[FRIAM] "the arc of ...bends toward ...."
thompnickson2 at gmail.com
thompnickson2 at gmail.com
Mon Jun 15 15:10:50 EDT 2020
Glen Hath Said:
Hah, the arc of technical universe is long, but it bends toward best
practices?
Wow, Glen, did this send me down a rat-hole. I thought at first that it was
something that Oliver Wendall Holmes might have said about justice, because
Holmes was at the table with Peirce and James invented pragmatism, and, I am
told, tended to think about Justice in the same way that Peirce thought
about truth. The arc of inqury bends toward truth. That led me to search
the quotations of OWH, father and son, but, as you know, I never found the
quote in either Holmes, Sr or Jr, because it is not there. It is of course
from that famous Pragmatist Philosopher, Martin Luther King who cribbed it
from a 19th Century Abolitionist minister, Theodore Parker, who was a
notable member of the same community in which the young Peirce ,young James
and young Holmes grew up.
(https://quoteinvestigator.com/2012/11/15/arc-of-universe/) .
However, I don't regard the time as lost. An hour rummaging around in the
quotations of the Holmes's was well worth it. I recommend it. My favorite
of the moment is
The mode by which the inevitable comes to pass is effort.
Which seems somehow to bear on the paradox of free will.

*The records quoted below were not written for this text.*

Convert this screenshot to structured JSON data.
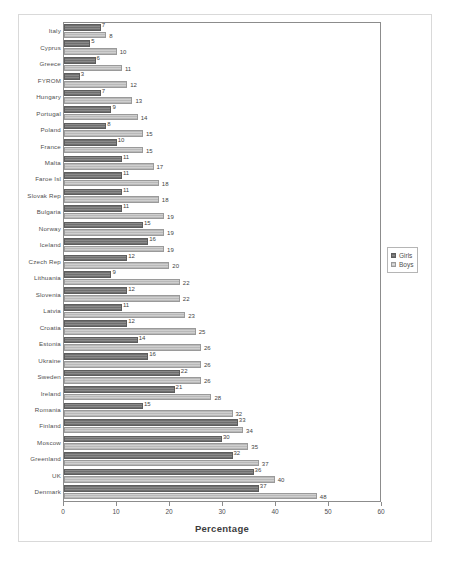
{
  "chart_data": {
    "type": "bar",
    "orientation": "horizontal",
    "title": "",
    "xlabel": "Percentage",
    "ylabel": "",
    "xlim": [
      0,
      60
    ],
    "xticks": [
      "0",
      "10",
      "20",
      "30",
      "40",
      "50",
      "60"
    ],
    "grid": false,
    "legend_position": "right",
    "categories": [
      "Italy",
      "Cyprus",
      "Greece",
      "FYROM",
      "Hungary",
      "Portugal",
      "Poland",
      "France",
      "Malta",
      "Faroe Isl",
      "Slovak Rep",
      "Bulgaria",
      "Norway",
      "Iceland",
      "Czech Rep",
      "Lithuania",
      "Slovenia",
      "Latvia",
      "Croatia",
      "Estonia",
      "Ukraine",
      "Sweden",
      "Ireland",
      "Romania",
      "Finland",
      "Moscow",
      "Greenland",
      "UK",
      "Denmark"
    ],
    "series": [
      {
        "name": "Girls",
        "color": "#8a8a8a",
        "values": [
          7,
          5,
          6,
          3,
          7,
          9,
          8,
          10,
          11,
          11,
          11,
          11,
          15,
          16,
          12,
          9,
          12,
          11,
          12,
          14,
          16,
          22,
          21,
          15,
          33,
          30,
          32,
          36,
          37
        ]
      },
      {
        "name": "Boys",
        "color": "#cfcfcf",
        "values": [
          8,
          10,
          11,
          12,
          13,
          14,
          15,
          15,
          17,
          18,
          18,
          19,
          19,
          19,
          20,
          22,
          22,
          23,
          25,
          26,
          26,
          26,
          28,
          32,
          34,
          35,
          37,
          40,
          48
        ]
      }
    ]
  },
  "legend": {
    "items": [
      {
        "label": "Girls"
      },
      {
        "label": "Boys"
      }
    ]
  },
  "axis": {
    "title": "Percentage"
  }
}
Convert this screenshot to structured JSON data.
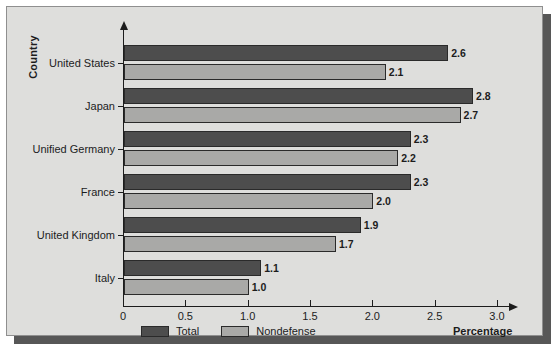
{
  "figure": {
    "background_color": "#dededc",
    "shadow_color": "#575757",
    "axis_color": "#1c1c1c"
  },
  "axes": {
    "y_title": "Country",
    "x_title": "Percentage"
  },
  "legend": {
    "items": [
      {
        "label": "Total",
        "color": "#4d4d4d",
        "icon": "legend-swatch-total"
      },
      {
        "label": "Nondefense",
        "color": "#a9a9a7",
        "icon": "legend-swatch-nondefense"
      }
    ]
  },
  "chart_data": {
    "type": "bar",
    "orientation": "horizontal",
    "title": "",
    "xlabel": "Percentage",
    "ylabel": "Country",
    "xlim": [
      0,
      3.0
    ],
    "xticks": [
      0,
      0.5,
      1.0,
      1.5,
      2.0,
      2.5,
      3.0
    ],
    "xticklabels": [
      "0",
      "0.5",
      "1.0",
      "1.5",
      "2.0",
      "2.5",
      "3.0"
    ],
    "grid": false,
    "legend_position": "bottom-left",
    "categories": [
      "United States",
      "Japan",
      "Unified Germany",
      "France",
      "United Kingdom",
      "Italy"
    ],
    "series": [
      {
        "name": "Total",
        "color": "#4d4d4d",
        "values": [
          2.6,
          2.8,
          2.3,
          2.3,
          1.9,
          1.1
        ],
        "labels": [
          "2.6",
          "2.8",
          "2.3",
          "2.3",
          "1.9",
          "1.1"
        ]
      },
      {
        "name": "Nondefense",
        "color": "#a9a9a7",
        "values": [
          2.1,
          2.7,
          2.2,
          2.0,
          1.7,
          1.0
        ],
        "labels": [
          "2.1",
          "2.7",
          "2.2",
          "2.0",
          "1.7",
          "1.0"
        ]
      }
    ]
  }
}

Glen, the recent efflorescence of reflection on free will, etc., caused me
once again to try and distill the correspondence, so I could try to grasp
it. This time I tried with nabble. Still no luck . Yeah, I know. Now
that I have climbed out thie 'arc of . justice" rat hole, I may make another
try. Does the arc of effort bend toward success?
Nick
Nicholas Thompson
Emeritus Professor of Ethology and Psychology
Clark University
ThompNickSon2 at gmail.com
https://wordpress.clarku.edu/nthompson/
-----Original Message-----
From: Friam <friam-bounces at redfish.com> On Behalf Of glen?C
Sent: Monday, June 15, 2020 11:44 AM
To: friam at redfish.com
Subject: Re: [FRIAM] alternative response
Well, maybe not. But we all do it. We can't help it because we are
truncating machines. Even the most fastidious of us will succumb
sporadically and truncate others according to our own limitations. We're all
just cookie cutters slicing up the world arbitrarily. But I agree that we
should be pressured into making our cookies larger ... and maybe with better
designs. There are too many round cookies. Who, in their right mind, tiles a
rectangular pan with circles?
On 6/15/20 10:28 AM, Marcus Daniels wrote:
> It is not cool to expect people to structure the world around some random
person's laziness. Should they join a lazy club in order to get more
political clout, then it is even more contemptible.